Posted by:
Lot's Wife
(
)
Date: May 30, 2022 01:37PM
The problem then, and now, is oversimplification of geopolitics.
"Communism" was falling apart at the time. In the late 1960s relations between Moscow and Beijing were so bad that China and the Soviets fought a few undeclared large-scale battles along their joint border; and China stopped letting the Soviets ship equipment to their allies, the North Vietnamese, overland. When the US and the Soviet Union came close to reaching a deal on the war in late 1967, the Chinese reacted by supporting their ally, the Vietcong, in the Tet offensive in early 1968, which made it impossible for Washington to continue negotiating a ceasefire.
In 1972 Nixon drove a wedge between the USSR and China, fracturing the supposed unity of the international communist movement. When the US finally withdrew in 1975, China's allies in Cambodia launched a war against Vietnam, whom they feared wanted to unite Indochina under its auspices as the region had been united under France. Part of that war was Pol Pot's pogrom against the Vietnamese community within Cambodia whom he feared might function as a fifth column for Hanoi. That led to the war between the two countries that lasted through 1978 and the Chinese invasion of Vietnam in February 1979--an action unwittingly supported by the clueless Carter administration's recognition agreement with Beijing in December 1978, which prevented the soviets from supporting their ally Vietnam.
There are two important points about that. First, the boat people you encountered were almost entirely Vietnamese who had lived in Cambodia and were displaced by Pol Pot between 1976 and 1978. Besides Hong Kong, they washed up in refugee camps on Palawan in the Philippines, in Thailand, Malaysia, and even Australia. Tens of thousands of them would be stuck in those camps for decades; two generations of children would be born in those collections of hovels. Second, there was no international "communism" then or anytime since. Wars between the communist powers were at least as intense, and certainly more frequent, than between them and the "free" world.
With that background, I'm wondering what you mean by communism and fascism being on the march today. China rejected communism in that same Third Plenum in 1978 that confirmed the decision to recognize the US as well as the imminent invasion of Vietnam. The reason the Chinese economy has done so well since then is precisely because it embraced capitalism. Nor is modern Russia communist; rather, it is a kleptocratic form of capitalism.
Sure, we may be facing a new "Cold War," but it isn't between capitalism/fascism and communism: it is between various forms of capitalism under increasingly authoritarian/fascist leaderships. The wave across the world is towards the latter, not the former. In the US and parts of Western Europe there is definitely a proto-fascist tendency, but what you appear to term "communist" is really just attempted movement back towards the more egalitarian politics and economics of the 1950s--when the highest marginal tax rate in the US was 93%. Did that make Eisenhower and Nixon communists???
And "Cold War" doesn't need to be between different ideological systems: it more typically is between similar regimes fighting over concrete economic and geopolitical interests.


Take the lines from the beginning of the data below through the line holding "This screenshot has" and return exactly those.

## Collected data
• • • • • • •

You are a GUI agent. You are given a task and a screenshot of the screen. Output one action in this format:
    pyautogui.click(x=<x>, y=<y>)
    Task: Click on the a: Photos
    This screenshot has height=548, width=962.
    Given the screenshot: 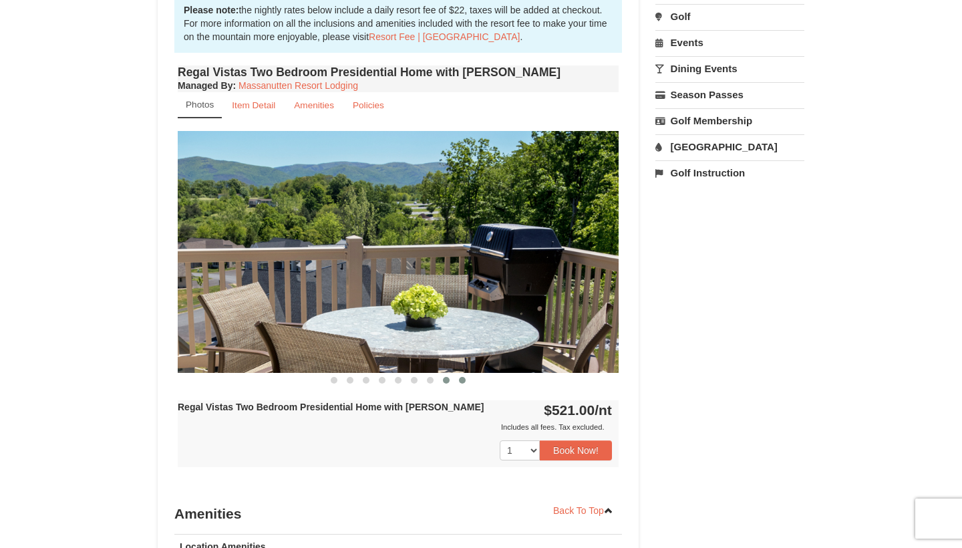 What is the action you would take?
    pyautogui.click(x=200, y=105)
    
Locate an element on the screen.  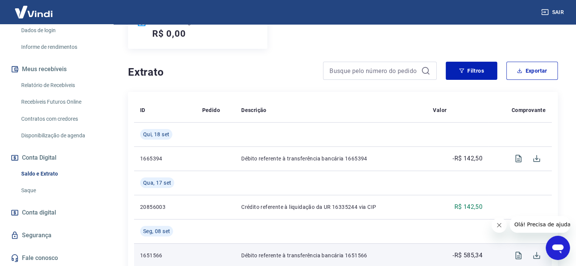
a: Relatório de Recebíveis is located at coordinates (61, 85).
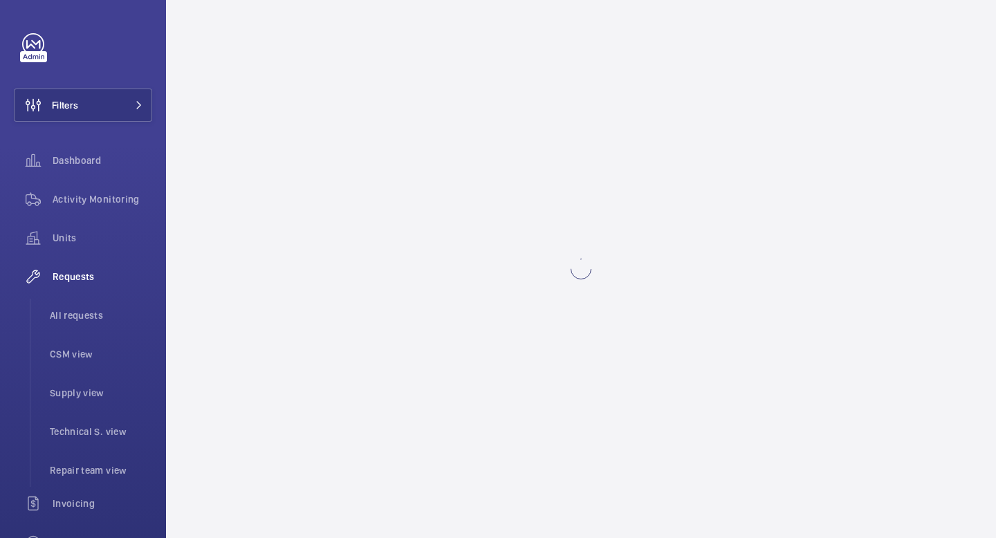 The image size is (996, 538). What do you see at coordinates (102, 504) in the screenshot?
I see `span: Invoicing` at bounding box center [102, 504].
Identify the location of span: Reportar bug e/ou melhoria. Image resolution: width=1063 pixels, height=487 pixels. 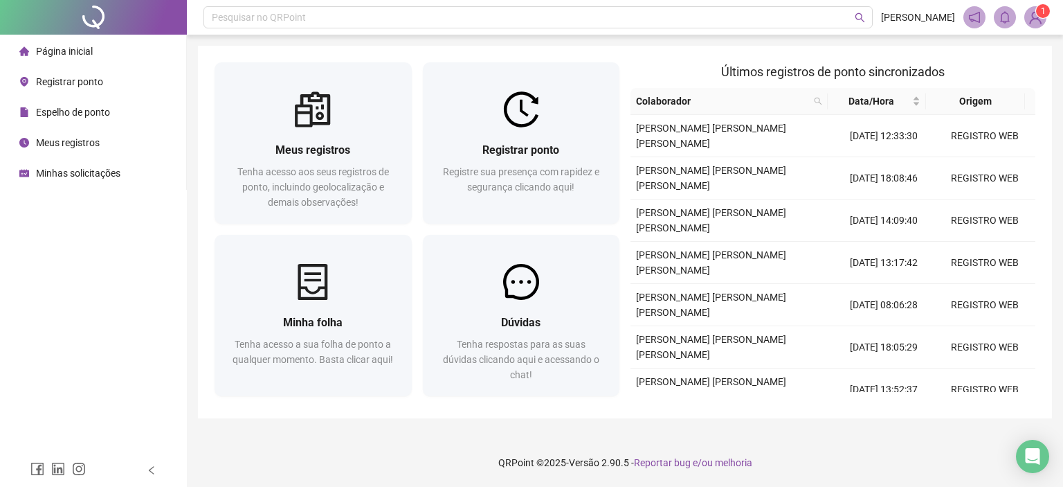
(693, 462).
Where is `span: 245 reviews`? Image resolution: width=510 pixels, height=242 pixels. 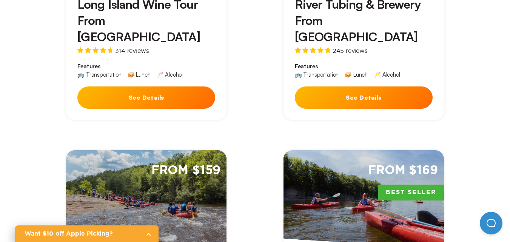 span: 245 reviews is located at coordinates (350, 51).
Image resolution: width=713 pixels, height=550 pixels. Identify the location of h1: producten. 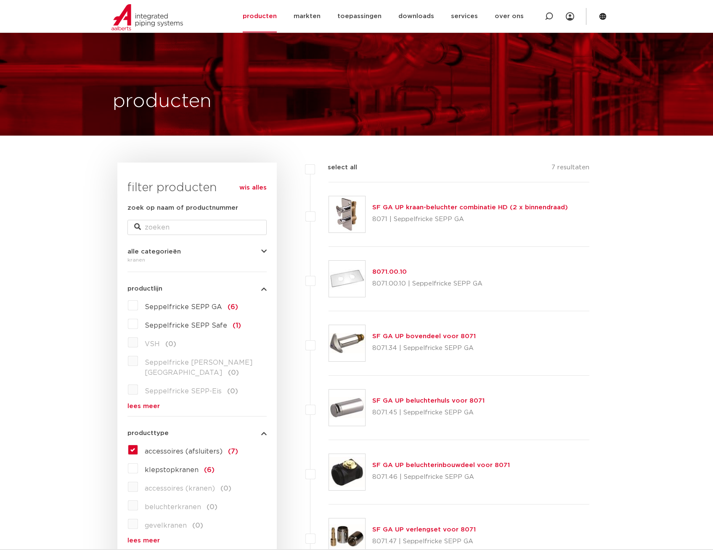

• • • • • • •

## Exercise result
You are a GUI agent. You are given a task and a screenshot of the screen. Output one action in this format:
    pyautogui.click(x=<x>, y=<y>)
    Task: Click on the a: Photos
    This screenshot has height=548, width=962.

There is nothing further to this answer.